Friday, August 05, 2016

Parisian noir

Frédéric Dard was a prolific crime writer in the 20th century who had a major series (173 novels) about about the invincible Detective Superintendent Antoine San-Antonio, and also other novels, some of which fit into the French noir category. One of these is Bird in a Cage, recently published by Pushkin Vertigo in David Bellos's translation.

Bird in a Cage is a twisty tale of a concentrated, tense return to a Paris suburb by an ex-con (the narrator), who has learned that his estranged mother has died. He stays in her apartment, visits a restaurant that had been held up by his mother as the height of elegance and expense, and there encounters a young mother and her daughter. He more or less follows them into a movie theater, and there begins a tentative relationship, assisting her with her sleeping child when they leave the cinema.
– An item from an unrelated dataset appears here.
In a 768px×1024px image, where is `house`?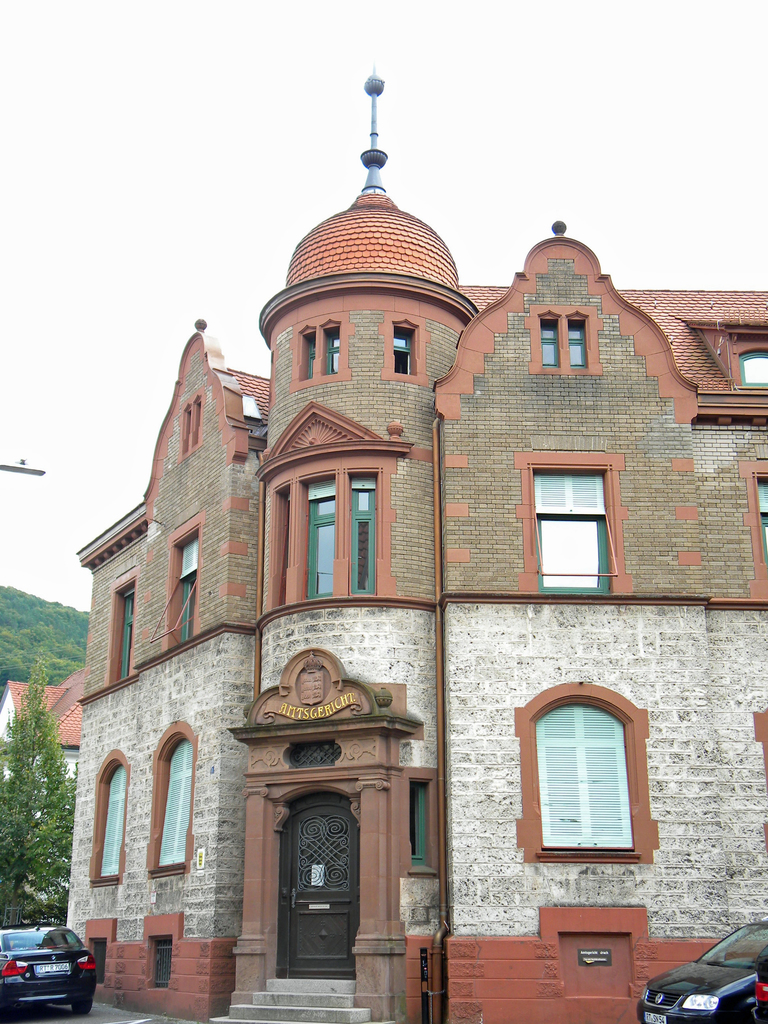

From there, the narrator is plunged into a labyrinth of a disappearing corpse, clues and even rooms that appear and vanish, and a tightening web in which he finds himself trapped. The novel ends with mysteries finally cleared up but destinies left hanging (we know what is probably going to happen, but not absolutely).

This is a classic crime novel in the French mode, reminiscent of film noir and dripping with the atmosphere of the mid-century era of noir's birth. It is claustrophobic, puzzling, and satisfying, a great quick read.

Monday, August 01, 2016

Dead Joker, by Anne Holt

The latest Hanne Wilhelmsen novel by Anne Holt is one of the most intense. Cecilie, her life-partner, is ill, and Hanne is confronting uncomfortable realities at home and at work. When a prosecutor phones the police to say that his wife has been decapitated while he was forced to watch, a series of events is set in motion: the man whom the prosecutor saw murder his wife turns out to be dead, a suicide some time before the murder. With a deceased suspect, the attention of the police naturally turns to the most logical alternative, the prosecutor himself. What follows is an unconventional puzzle mystery that will involve another murder, a murderer who is also a victim of child abuse, a ring of abusers and a ring of vigilantes, and a reassessment by Hanne of everything and everyone in her life.

Holt's novels are more focused on the lives, both inner and social, of her police characters than some in the Scandinavian crime wave, and sometimes the personalities of the detectives can be a bit distracting, imho. But in Dead Joker, the puzzling case and the personal disasters of the lead detective (though in no way parallel) add up to more than the sum of the parts. The end is in some ways inconclusive, but in its emotional truth, entirely satisfying.